When I was young, I heard a Sunday School lesson on, “Ask, and it will be given to you.” The teacher added to that lesson, “If you believe with all of your heart, God will answer it.” I went home and proceeded to ask God for a new bike. I didn’t get one even though I asked Him for weeks. It wasn’t until I got older that I realized I had the wrong motives. Asking with the right motives behind your prayers will ensure that God hears them and increase the likelihood of Him answering.
James 4:3
“You ask and do not receive, because you ask with wrong motives, so that you may spend it on your pleasures.”
Why God Doesn’t Answer Prayers
Some people wonder why their prayers aren’t answered. In a previous devotional, I talked about not getting what you want because you don’t ask. Today, I want to look at another reason your prayers aren’t being answered, wrong motives. James, blunt as always, tells his readers that their prayers aren’t being answered because they want to spend it on selfish pleasures. God will not honor those prayers because they’re bad for us, and they don’t glorify Him.
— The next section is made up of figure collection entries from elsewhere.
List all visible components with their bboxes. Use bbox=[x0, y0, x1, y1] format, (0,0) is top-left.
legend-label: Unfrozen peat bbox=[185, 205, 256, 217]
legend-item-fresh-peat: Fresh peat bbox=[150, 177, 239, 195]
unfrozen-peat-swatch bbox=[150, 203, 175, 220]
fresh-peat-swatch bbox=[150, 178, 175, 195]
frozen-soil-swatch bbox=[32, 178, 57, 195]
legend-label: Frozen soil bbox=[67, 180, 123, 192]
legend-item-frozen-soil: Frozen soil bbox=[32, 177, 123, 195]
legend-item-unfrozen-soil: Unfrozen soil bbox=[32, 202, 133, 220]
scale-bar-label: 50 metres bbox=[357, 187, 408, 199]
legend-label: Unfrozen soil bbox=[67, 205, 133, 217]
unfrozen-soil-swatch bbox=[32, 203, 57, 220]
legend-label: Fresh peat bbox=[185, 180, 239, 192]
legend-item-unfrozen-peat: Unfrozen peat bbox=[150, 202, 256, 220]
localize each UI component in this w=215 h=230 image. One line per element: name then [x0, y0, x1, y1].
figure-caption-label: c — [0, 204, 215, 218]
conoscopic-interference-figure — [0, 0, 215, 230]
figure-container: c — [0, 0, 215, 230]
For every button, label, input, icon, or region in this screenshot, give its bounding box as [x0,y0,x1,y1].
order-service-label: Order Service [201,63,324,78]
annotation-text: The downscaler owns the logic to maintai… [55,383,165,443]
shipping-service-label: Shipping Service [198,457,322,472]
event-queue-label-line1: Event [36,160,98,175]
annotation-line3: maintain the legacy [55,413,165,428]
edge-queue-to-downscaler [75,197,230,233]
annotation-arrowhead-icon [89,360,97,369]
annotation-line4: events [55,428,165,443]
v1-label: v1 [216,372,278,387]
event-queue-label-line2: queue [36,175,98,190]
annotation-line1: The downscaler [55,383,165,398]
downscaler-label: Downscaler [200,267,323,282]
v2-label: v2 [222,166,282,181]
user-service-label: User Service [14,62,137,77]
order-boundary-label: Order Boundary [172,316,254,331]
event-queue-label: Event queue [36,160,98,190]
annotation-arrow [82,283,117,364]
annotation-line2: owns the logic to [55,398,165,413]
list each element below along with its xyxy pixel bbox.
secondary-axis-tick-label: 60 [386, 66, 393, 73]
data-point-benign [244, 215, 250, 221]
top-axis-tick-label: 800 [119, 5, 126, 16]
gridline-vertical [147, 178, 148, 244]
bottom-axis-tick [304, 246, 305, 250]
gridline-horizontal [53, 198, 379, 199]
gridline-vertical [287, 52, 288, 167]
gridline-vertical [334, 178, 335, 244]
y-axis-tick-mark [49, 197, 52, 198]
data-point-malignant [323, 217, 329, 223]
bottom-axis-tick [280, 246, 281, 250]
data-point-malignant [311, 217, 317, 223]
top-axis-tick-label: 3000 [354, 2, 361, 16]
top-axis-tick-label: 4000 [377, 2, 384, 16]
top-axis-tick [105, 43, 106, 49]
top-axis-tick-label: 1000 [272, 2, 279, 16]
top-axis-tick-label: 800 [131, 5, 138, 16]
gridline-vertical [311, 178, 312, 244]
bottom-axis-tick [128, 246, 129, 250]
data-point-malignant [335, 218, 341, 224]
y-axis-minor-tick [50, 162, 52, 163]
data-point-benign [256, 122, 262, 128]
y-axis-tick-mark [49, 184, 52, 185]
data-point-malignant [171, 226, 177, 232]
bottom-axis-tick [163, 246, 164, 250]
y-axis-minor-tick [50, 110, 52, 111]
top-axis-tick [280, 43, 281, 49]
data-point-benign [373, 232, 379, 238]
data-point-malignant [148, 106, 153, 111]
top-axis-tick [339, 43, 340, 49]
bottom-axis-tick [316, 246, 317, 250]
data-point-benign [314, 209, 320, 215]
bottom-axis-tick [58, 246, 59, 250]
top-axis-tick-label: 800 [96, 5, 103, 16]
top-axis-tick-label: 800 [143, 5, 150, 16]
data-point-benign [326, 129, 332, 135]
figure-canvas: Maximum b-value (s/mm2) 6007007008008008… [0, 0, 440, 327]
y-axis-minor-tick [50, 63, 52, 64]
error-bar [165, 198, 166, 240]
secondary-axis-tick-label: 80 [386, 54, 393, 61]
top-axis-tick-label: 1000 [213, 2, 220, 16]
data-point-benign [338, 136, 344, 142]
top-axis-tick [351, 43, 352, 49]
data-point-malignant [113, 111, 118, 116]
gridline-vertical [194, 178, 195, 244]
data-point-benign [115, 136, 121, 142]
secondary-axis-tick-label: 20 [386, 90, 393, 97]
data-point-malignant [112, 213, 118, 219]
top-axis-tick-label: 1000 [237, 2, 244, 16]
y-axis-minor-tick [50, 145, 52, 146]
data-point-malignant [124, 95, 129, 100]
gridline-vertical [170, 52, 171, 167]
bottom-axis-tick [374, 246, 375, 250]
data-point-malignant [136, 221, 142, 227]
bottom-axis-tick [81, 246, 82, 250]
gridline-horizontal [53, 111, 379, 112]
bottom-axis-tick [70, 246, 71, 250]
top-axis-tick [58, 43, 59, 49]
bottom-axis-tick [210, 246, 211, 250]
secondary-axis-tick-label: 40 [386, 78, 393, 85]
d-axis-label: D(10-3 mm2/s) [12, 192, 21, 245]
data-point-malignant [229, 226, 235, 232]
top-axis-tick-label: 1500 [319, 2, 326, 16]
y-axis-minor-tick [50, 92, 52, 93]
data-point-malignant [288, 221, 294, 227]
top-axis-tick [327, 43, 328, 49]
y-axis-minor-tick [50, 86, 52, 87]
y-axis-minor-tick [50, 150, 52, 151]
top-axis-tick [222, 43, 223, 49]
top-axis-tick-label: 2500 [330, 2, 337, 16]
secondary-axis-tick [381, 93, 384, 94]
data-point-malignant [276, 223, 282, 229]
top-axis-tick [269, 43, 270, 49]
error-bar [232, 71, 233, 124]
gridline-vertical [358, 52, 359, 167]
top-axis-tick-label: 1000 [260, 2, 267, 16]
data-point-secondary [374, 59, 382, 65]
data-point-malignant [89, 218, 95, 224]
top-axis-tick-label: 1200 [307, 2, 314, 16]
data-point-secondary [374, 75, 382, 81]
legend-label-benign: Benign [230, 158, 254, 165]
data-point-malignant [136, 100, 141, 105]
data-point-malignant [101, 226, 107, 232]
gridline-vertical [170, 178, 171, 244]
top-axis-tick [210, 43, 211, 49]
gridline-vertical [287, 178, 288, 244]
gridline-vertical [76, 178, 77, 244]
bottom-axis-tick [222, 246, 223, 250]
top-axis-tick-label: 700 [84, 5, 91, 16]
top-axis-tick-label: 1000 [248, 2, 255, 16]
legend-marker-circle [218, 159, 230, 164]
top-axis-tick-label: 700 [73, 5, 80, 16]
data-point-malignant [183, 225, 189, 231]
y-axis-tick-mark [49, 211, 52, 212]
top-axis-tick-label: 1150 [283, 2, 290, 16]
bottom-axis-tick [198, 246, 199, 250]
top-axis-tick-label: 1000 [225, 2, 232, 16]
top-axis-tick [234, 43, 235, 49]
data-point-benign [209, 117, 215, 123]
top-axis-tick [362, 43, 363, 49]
He wants to answer our prayers and give us the desires of our hearts as long as those desires align with His will.
How God Judges Our Motives
There are a lot of preachers out there that are preaching “Name it and Claim it.” You have to name what you want in prayer and then claim it as yours in Jesus’ name. They shout from the pulpit, “If you only believe, God will grant it to you.” God isn’t your personal genie who grants all of your wishes. He is a loving Father who is looking out for your best interests. He has no problem telling you if your motives are wrong and it’s not going to benefit you.
Asking with the Right Motives
You need to make sure that you are asking with the right motives behind your prayers. This is where you need to check your heart and search scripture to see if your request lines up with Jesus’s will. If it does, God usually has no problem granting it. If it doesn’t, it usually means you want to spend it on your pleasures. The key is in how close our heart is to Jesus. The closer it is, the more likely our prayers will align with the heart of Jesus.